Harvard Law School Library (HLSL), with its staff of 90 employees, faces several strategic challenges in the next few years. Beginning with the June 1996 commencement, HLSL will close its physical plant for 14 months while the entire facility is renovated. In the process, the staff must move an inventory of 1.7 million volumes of legal information and somehow continue to provide services and limited access to a demanding faculty and student body.

In addition, HLSL is facing the same challenges as other research and professional libraries, as technology transforms how they maintain their assets and provide access to them. In fact, the very definition of an “asset” is changing. It is beginning to include electronic records, databases, and other multimedia information, as well as books and other traditional media. As a result, the concept of “access” is also changing — from physical location and retrieval to electronic access via networks. Along with this comes the need to train the library’s patrons how to make the best use of these electronic tools.

Terry Martin, professor of law and librarian of the Law Library, was visionary enough to recognize the parallels between the short-term challenge of the renovation and the long-term strategic shift required by the technological changes. The question he saw the library facing was, “How can we use our physical renovation as a laboratory for learning how to provide our services in this new ‘virtual’ marketplace of legal research?” To address this issue, he and his staff used the Inventory to develop “A Framework for Learning”—their own customized learning strategy that will help them prepare for the future.

The HLSL Experience

The first step in the HLSL Work Session was to invite all members of the Library’s staff to a brief introductory session to discuss the concepts of organizational learning and the process of using the inventory. To assist in this process, books and articles on organizational learning were also made available through the administrative offices.

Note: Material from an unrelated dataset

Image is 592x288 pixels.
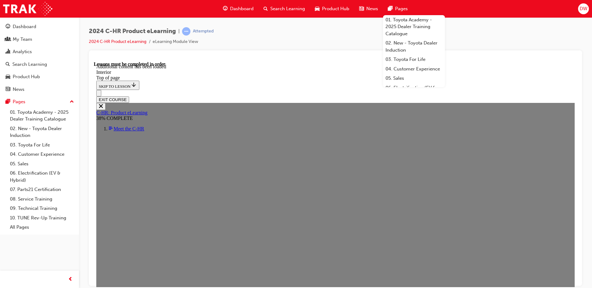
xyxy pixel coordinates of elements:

Next, they recruited a solid cross-section of interested staff members to participate in the Work Session. In particular, the assessment-to-action nature of this process made it especially important to include those individuals who were most interested in, and able to assist in, implementation. This broad representation had the added benefit of helping to educate newer staff on how other departments conduct their operations.

Over the course of one week, HLSL worked through the Inventory in five groups — four cross-departmental teams of four to five staff members, and one leadership team. Later that week, all of the participants came together to review their assessments and share key pieces of their visions for where the Library will be in the year 2005.

In the ensuing conversation, they focused specifically on “weak links” in HLSL’s capabilities, the impact of changing trends in library research, how their preferred learning style as a group might need to change to reflect these trends, and the key leverage points that would help them make significant changes in their learning profile. For example, they recognized the need to continue to break down traditional functional barriers by sharing critical information across boundaries. In addition, they articulated the need for strong leadership to set priorities, and they acknowledged how they could enhance their problem-solving if they took other perspectives into account.

From this discussion, the HLSL group identified four key “fields” or characteristics from the Inventory on which to focus their “Framework for Learning”:

  • Involved Leadership (to transform vision into action)
  • Formal Dissemination (to ensure the rapid and consistent dissemination of important information)
  • Team Learning (to move from a traditional focus on individual skill-building to becoming skilled at working in teams)
  • Systems Perspective (to break out of traditional functional perspectives).

Establishing Goals and Objectives

Rather than proceeding from the key goals to a linear set of objectives, the Library staff used graphical facilitation to creatively explore the relationships between these four goals, to see what larger issues might emerge. For example, pairing “Team Learning” and “Systems Perspective” drew out “learn larger processes and context” as one objective. Through this work, the group developed a cluster of larger objectives surrounding the four goals, which included “become skilled at team interactions,” “share important information consistently,” and “strengthen tie between vision and implementation” (see “Relationships between Key Goals”).

This cluster will become the ground from which, twice a year, a rotating team of volunteer “organizational learning stewards” will identify a new set of commitments for each of the three groups at HLSL: the institution, the working teams, and the individuals. For example, one commitment asked of the institution is to “reinstitute orientation training and materials to give new staff members an understanding of the fundamental processes and goals of HLSL, and to give experienced staff up-to-date information about who is responsible for what information and processes.” For working teams, the initial plan calls for participants in departmental meetings to ask, “Who else is involved in this issue? Who else needs to be informed about our plans?” And individuals are asked to “take responsibility to identify skills that I will need [next year] and get them included as part of my annual performance review this spring.”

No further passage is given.